PPRuNe Forums - View Single Post - AF 447 Search to resume
View Single Post
Old 10th Mar 2010, 14:26
  #453 (permalink)  
bearfoil
Guest
 
Posts: n/a
mm43

With respect, your last entry is perhaps rather too harsh on the 330 airframe. In recent years, given the sparse quantity of accidents to assess, one can come up with parallel impacts in which the Tail/Vertical stayed together. This presumes, of course that the speeds are reasonably accurate, as you quote: 100knots vertical, 50 knots horizontal. I believe these speeds are quite low, that the impact involved a great deal more energy than is commonly perceived.

Turkish. In a Stall, the 737 struck the turf Tail first, and the fuselage pancaked and separated into the sections you describe.

Colgan. Here, there is a strong parallel to 447's "impact". Stalled, pancaked, destroyed in subsequent fire.

DFW. Caught in shear, the 1011 hit tail first, broke up and burned

UAL 187. At 180 knots, the DC-10 hit in a "landing" aspect, broke up and burned.

Consider that all these a/c impacted in similar fashion. Tail first, with a velocity of >50 knots, and with varying vertical speed.

In all of the above, the Tail survived attached to the fuselage.

447's impact (as presumed) is not in itself radically different from others.

With a horizontal component, there would be some "bounce, skip" of the Tail, immediately reducing the full force of the vertical, iow, it hit at an angle.

Look at the mounting bed of the VS per 587. Singed but intact. This 300 hit nose first at high vertical acceleration, the VS/Rudder, and Fuselage underneath the VS were intact, though not attached.

447: I wouldn't discount the energy involved, it was almost certainly higher than proposed by BEA. "High vertical acceleration". As a conclusion, it is a poor one, it is a guess without fact, a statement w/o supporting evidence, unless one adds two guesses up to equal a "Finding". I will include Mr.Optimistic's point re: Compression/VS, it is a sound one.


-- Task instructions --
Please set down each record exactly as it appears, but leave out any pictures.

-----

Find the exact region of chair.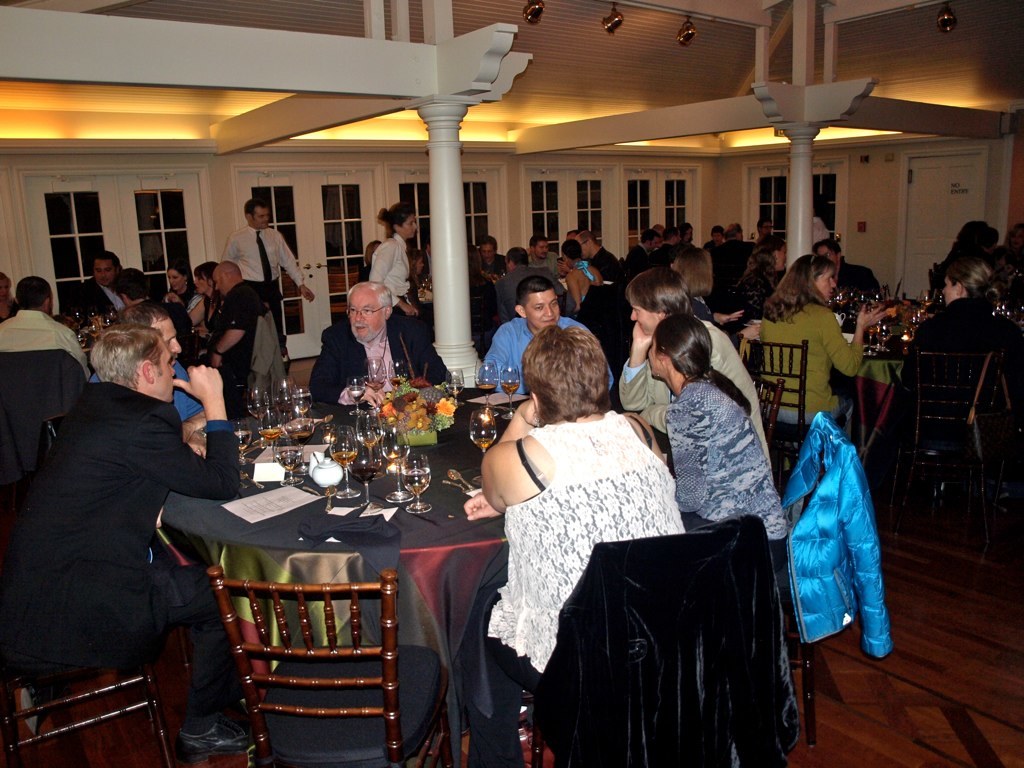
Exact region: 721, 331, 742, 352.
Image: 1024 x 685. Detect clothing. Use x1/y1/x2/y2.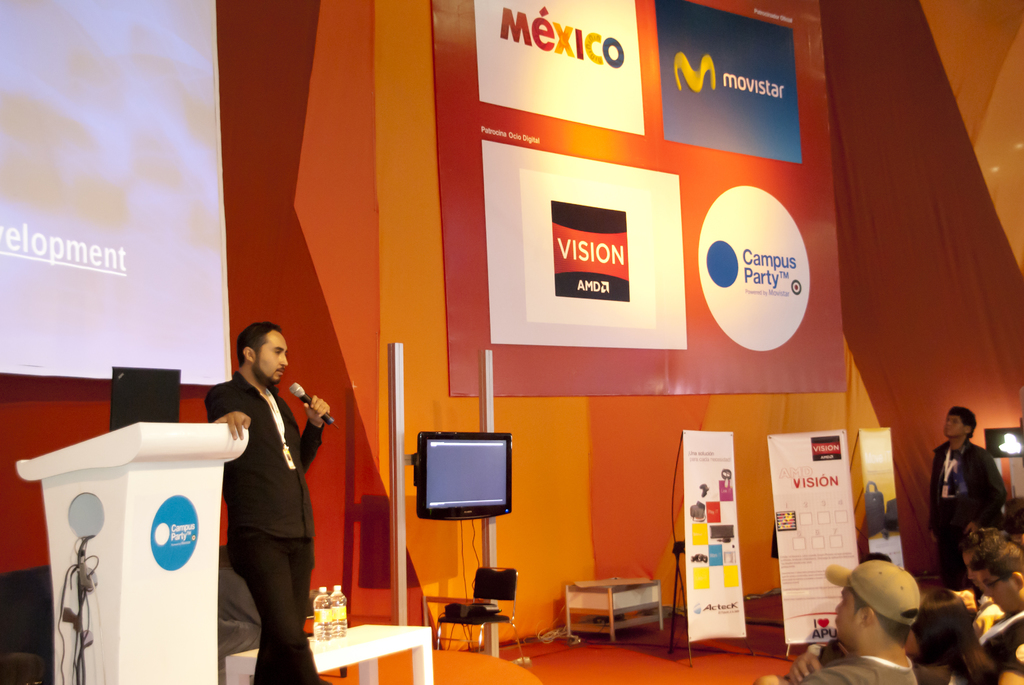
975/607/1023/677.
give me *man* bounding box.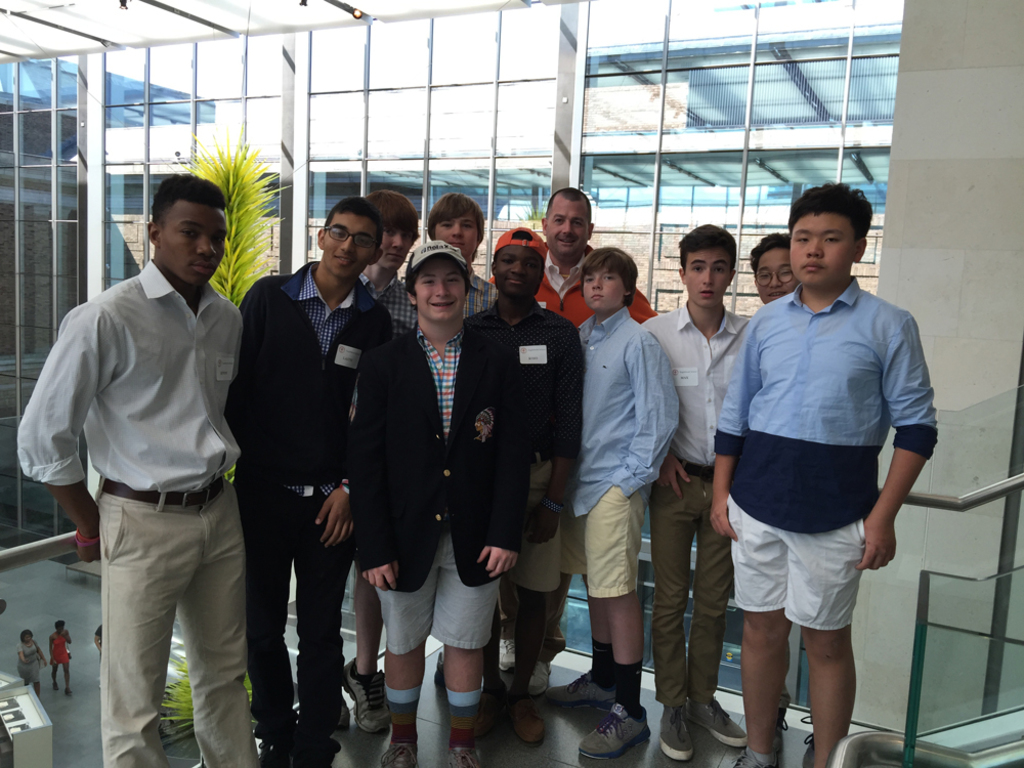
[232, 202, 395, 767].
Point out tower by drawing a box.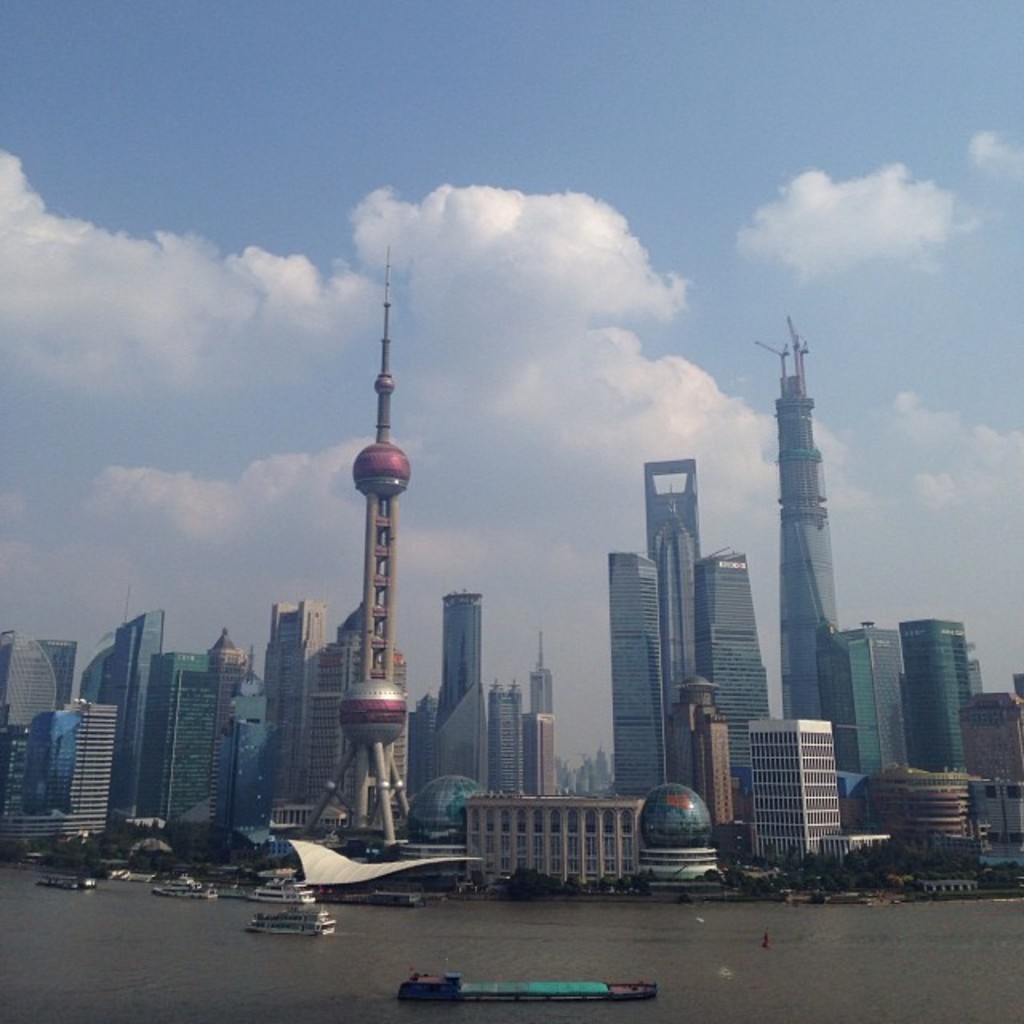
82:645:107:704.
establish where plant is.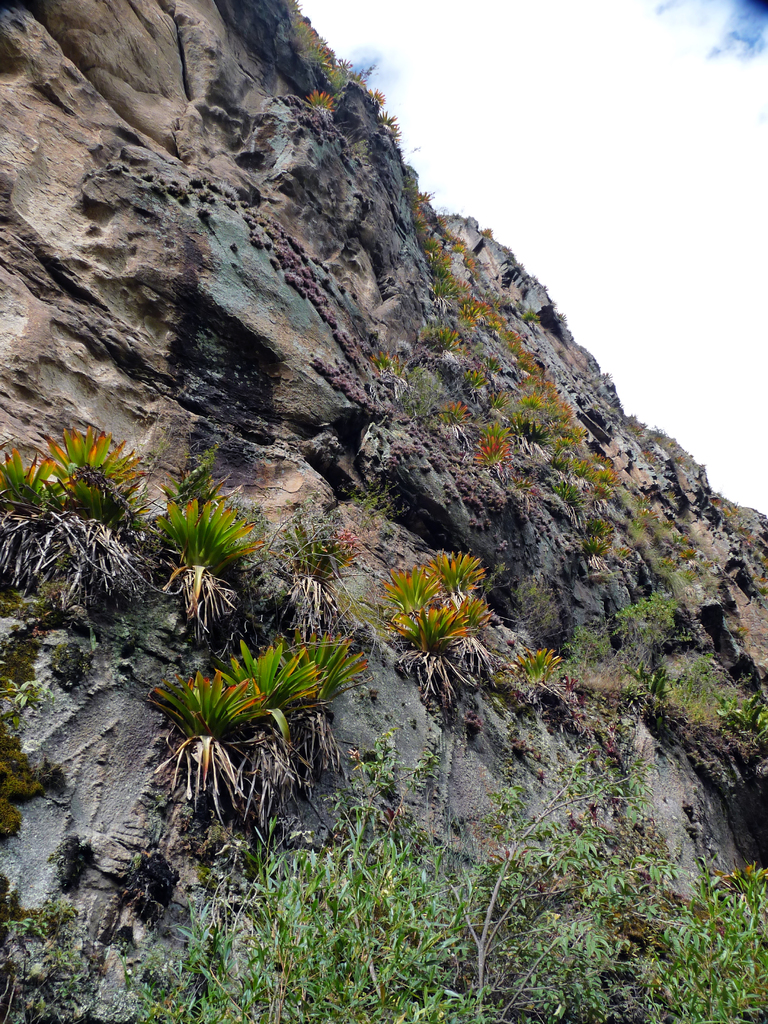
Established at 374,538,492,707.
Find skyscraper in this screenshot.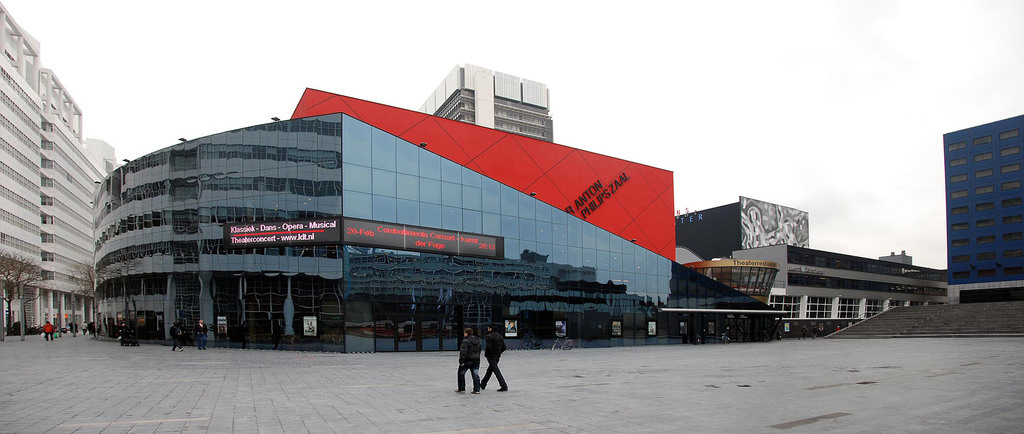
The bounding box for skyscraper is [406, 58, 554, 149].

-----

-- Solution to this task --
Find the exact region of chair.
Exact region: 721, 331, 742, 352.
Image: 1024 x 685. Detect clothing. Use x1/y1/x2/y2.
975/607/1023/677.
give me *man* bounding box.
[232, 202, 395, 767].
Point out tower by drawing a box.
82:645:107:704.
establish where plant is.
Established at 374,538,492,707.
Find skyscraper in this screenshot.
The bounding box for skyscraper is [406, 58, 554, 149].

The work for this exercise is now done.